Our study, however, is limited by the fact that this intervention took place in only one factory and the number of workers in this factory limited our statistical power. Low statistical power could account for the lack of detected differences in cardio-metabolic risk. It is important to emphasize that the evaluation of impacts is for 15 months, and it is unknown whether obesity will increase over longer periods of time. However, prior work in Mexico did find impacts on obesity after just 23 months, and the fact that in this study no adverse impacts were found among women who were not yet overweight at baseline suggests that the lower prevalence of overweight individuals in our population at the time of intervention could be important for explaining the difference in findings [4]. Finally, this intervention took place in one LMIC, the Dominican Republic (gross national income per capita is approximately $6,000). LMICs are extremely diverse socially and economically. How and why living wage interventions diminish or exacerbate cardiovascular disease must be understood in each different context [29].

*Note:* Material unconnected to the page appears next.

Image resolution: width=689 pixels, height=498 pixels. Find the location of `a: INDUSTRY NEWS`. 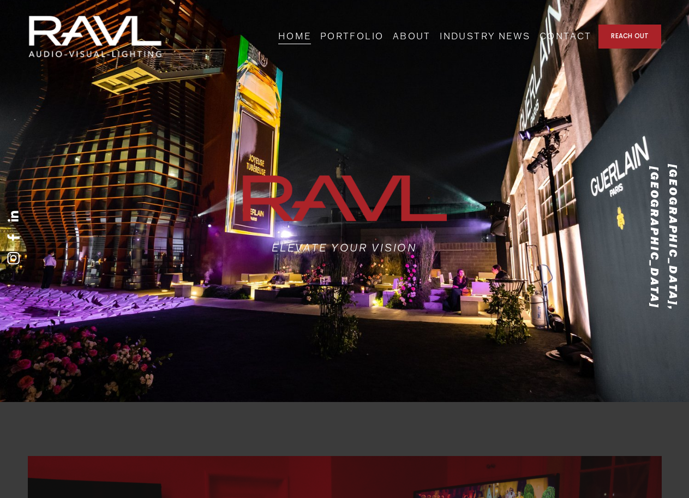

The findings of this study are encouraging in terms of overall positive effects of efforts to pay a living wage to workers. Workers receiving a higher wage saved more and invested more in goods (e.g. computers, furniture and appliances and home repair), which could raise their standard of living in a more sustained way. They also spent more in grocery markets and had greater intake of protein and dairy products. Greater consumption of protein and dairy can have positive impacts on health, although future work should examine the specific sources of protein consumption given the potential for negative health and environmental consequences of animal based protein [30]. In addition, we found higher levels of spending on sodas, juices and sugars in the living wage factory. The association with cardiovascular risk, whether measured as a continuous variable or in terms of clinically-meaningful cut-offs, were not statistically significant. However, we did observe a greater consumption of sodas/juices and sugar.

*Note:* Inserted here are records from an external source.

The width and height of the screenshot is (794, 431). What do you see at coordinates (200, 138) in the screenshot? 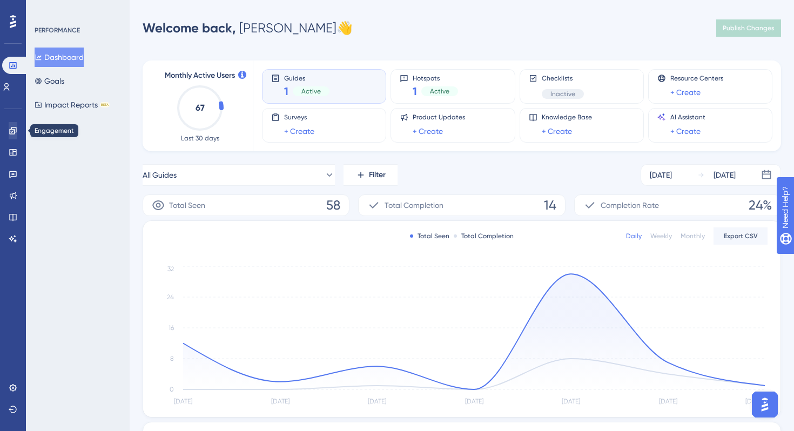
I see `span: Last 30 days` at bounding box center [200, 138].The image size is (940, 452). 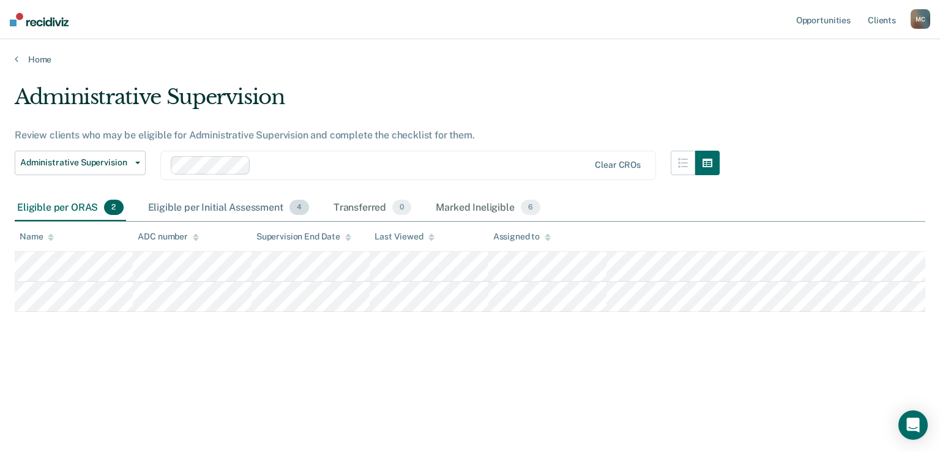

It is important to emphasize that while we do not observe differences in cardiovascular risk between the treatment and control factories, these differences may emerge over a longer period of time. Considering our results on higher levels of soda/juice and sugar consumption in the living wage factory, our study suggests the need for policies to promote healthier diets in conjunction with increases wages. While countries at all income levels need to address the increasing incidence of obesity and diabetes in their populations, this may be of the greatest importance in countries undergoing increases in wages, or in locations where living wages are implemented [31, 32]. Several types of interventions may be of use, including approaches that focus on availability of types of food as well as food prices and taxation [33,34,35]. Given the fact that our living wage intervention was employer based, an additional actionable approach could involve workplace-based changes to address specific aspects of dietary intake [36, 37].

Conclusions

Conditional cash transfer programs in low and middle income countries have shown benefits for some health outcomes, but several studies have shown that there are increases in obesity. No previous research has examined the effects of a living wage intervention in a low or middle income country on dietary consumption and cardio-metabolic risk factors, including obesity. We found that following the implementation of the living wage policy at the factory, there was increased consumption of protein, dairy, soda and juice and sugars, but not with cardiovascular risk factors. In consideration with other beneficial impacts of the living wage, it suggests that there is an overall benefit on health and development, but with potential harm for long term cardio-metabolic health from increased soda, juice and sugar consumption.